Why Fat Transfer Breast Augmentations Will Never Take the Place of Implants

To compensate as much as possible for this estimated but unpredictable amount of volume loss, Dr. Nazarian will over-inject by around 20 percent. But the good news? The fat that takes is permanent, as long as a relatively consistent weight is maintained.

Fat transfer usually performed in tandem with another breast procedure.

Fat transfer to the breast is a procedure that Los Angeles-based plastic surgeon Kelly Killeen, M.D., performs “in a pretty big majority” of her breast-surgery patients, albeit for many different reasons. That said, it’s “a very rare patient who is a good candidate for a breast augmentation by fat grafting alone.”

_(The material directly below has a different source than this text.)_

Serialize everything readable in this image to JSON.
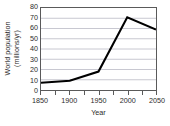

Instead, Dr. Killeen injects fat to add small, subtle amounts of volume in the breast to “camouflage some minor contour issues and even hide edges of implants that may have become visible after breast cancer, surgery, or in women who are just very thin and their implant is quite visible.”

Injections to the breast are often placed in “the upper part and middle part,” according to Dr. Nazarian, or just underneath the areola. “Those are the typical areas because usually the fat of the breast tissue kind of settles to the bottom,” she says.

In Dr. Subbio’s practice, fat injections to the breast are often performed in conjunction with a breast lift, reduction, or a breast augmentation with implants.

A fat-transfer breast isn’t going to look like a breast with implants.

A big limitation with fat transfer to the breast, Dr. Subbio says, is that most women have a certain look in their mind. “They’ve become accustomed to what a traditional implant-based augmentation looks like — a round, physical, 3D structure,” he explains, adding that a physical implant shapes the breast to its form in a way that fat simply can’t. Dr. Stubbio continues: “It is not going to anywhere near as powerfully reshape the breast in the way that an implant can, and if a patient desires that look, she’s going to be sorely, sorely disappointed.”

Ideal candidates for fat-transfer augmentation have conservative goals.

Dr. Nazarian’s fat-transfer patients typically love and want to keep their smaller breasts, but “they’ve lost some volume at the top or definition of their cleavage,” she says, adding that they don’t want an implant look. “They’re looking for just a little boost — a little more lifted look, a little bit more volume in the cleavage area.”